In defense of keeping PTSD as an eligible condition, the New Mexico Medical Cannabis Patient's Alliance, the Drug Policy Alliance, and others have banded together for a campaign they are calling, Don’t Take Away Our Medicine – a Campaign to make sure the voices of patients are heard loud and clear. Members of this campaign, including psychiatrists and PTSD patients testified in opposition of the petition.

Today, more than 3,000 New Mexican residents with Post Traumatic Stress Disorder (PTSD) are actively enrolled in our state’s Medical Cannabis Program. Many of them are military veterans, patients living with disabilities, and victims of serious trauma and violent crime.

“When I returned home from Afghanistan I was diagnosed with PTSD. I worked with my doctor and tried many prescription drugs. Taking handfuls of pills every day, every one with a different set of side effects was hard on my body, and I still experienced some symptoms,” said Michael Innis, who served in the General Infantry and  who was awarded a Purple Heart after the convoy he was traveling with got hit by an IED and was then ambushed. “Cannabis was not my first choice of medicine, but I tell you first hand, this medicine works for me. Cannabis allows me to leave my house and has helped me to return to work.”

The right to use medical cannabis was approved in 2009, when PTSD was added to the list of conditions eligible under the Lynn and Erin Compassionate Use Act.

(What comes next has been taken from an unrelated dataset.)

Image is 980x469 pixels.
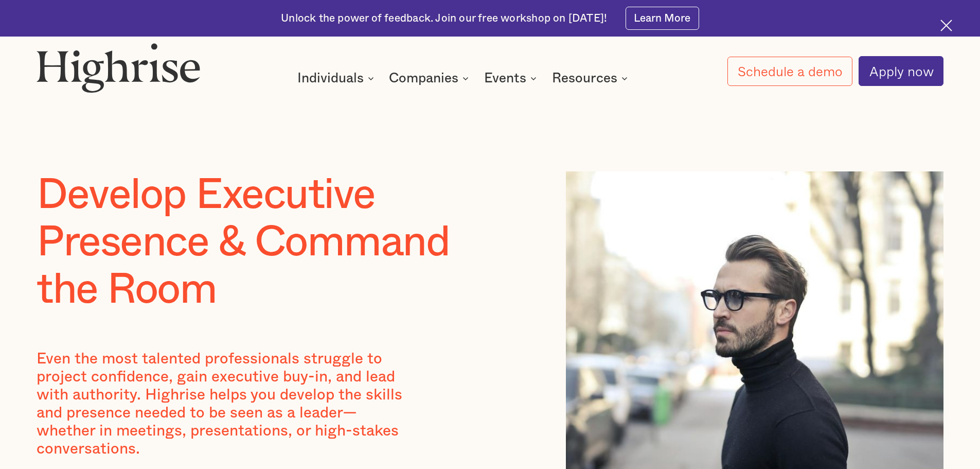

Since then PTSD has become the disabling condition most frequently indicated by patients in the program, and today accounts for 40% of the diagnoses of the citizens in our state's medial cannabis program.

“The current pharmaceutical cocktails given to sufferers of PTSD have limited efficacy, have significant debilitating side-effects, and have in many cases proven deadly,” stated Lisa Walker, M.D. a board-certified psychiatrist. “Given these facts, along with the experience of thousands of patients whose quality of life has been improved by its use, medical cannabis should continue to be an available treatment for the suffers of PTSD.”